Algernon Guinness, or Algy as he was known, returned to Saltburn for the following year’s meeting where, under calmer conditions, he raised his speed to 121 mph – a new World Land Speed Record for the flying start kilometre.  

The 1911 race was won by Pietro Bordino driving a 28.5-litre, 300hp FIAT S76, which apparently he drove up to Saltburn from Brooklands.  There were no speed trials during the First World War; sources suggest that racing resumed in either 1920 or 1922. 

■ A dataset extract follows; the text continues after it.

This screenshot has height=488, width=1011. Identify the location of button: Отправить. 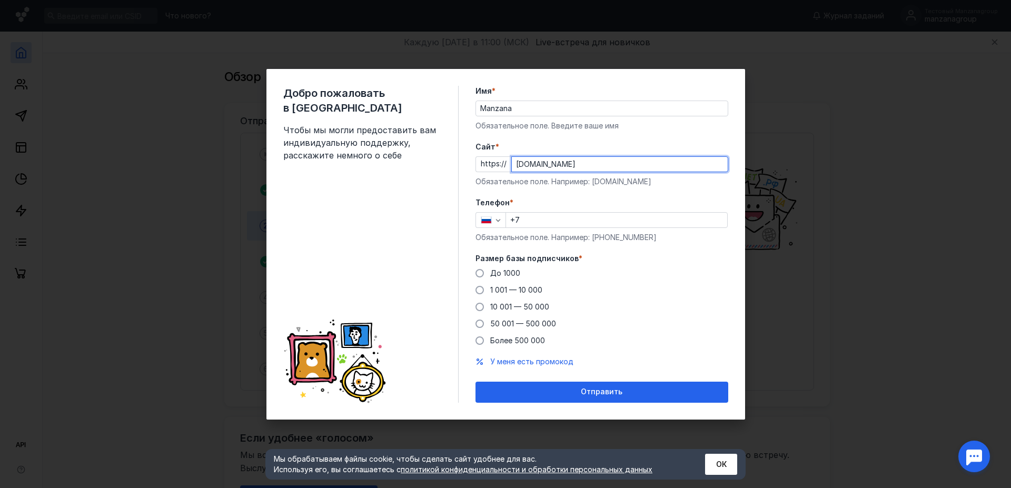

The 1922 event, Rebecca Hilton writes, was notable for the appearance of Malcolm Campbell, by then a very successful racing driver.  As well as racing in his own Austro-Daimler, he also borrowed Louis Coatalen’s 350hp Sunbeam, a car in which Kenhelm Lee Guinness (Algy’s younger brother) had recently set the world land speed record at Brooklands.  Believing that he could reach higher speeds on the flat sands of Saltburn than the banked circuit at Brooklands, Malcolm Campbell completed six runs over a measured mile, with his best time averaging 138mph, five mph faster than the existing record.  Disappointment was to follow however, when the international Commission Sportive refused to recognise the record as the timekeepers at Saltburn had used hand-held stop watches and not the electrical timing equipment required by the rules.  

From 1924, the Sands were used primarily for motor-cycle racing until 1938 when a severe storm reduced the area of the beach that could be used for any kind of racing.  Although motor cycles returned to Saltburn Sands in the late forties and early fifties, the last motor speed trials at Saltburn appear to have been run in July 1938.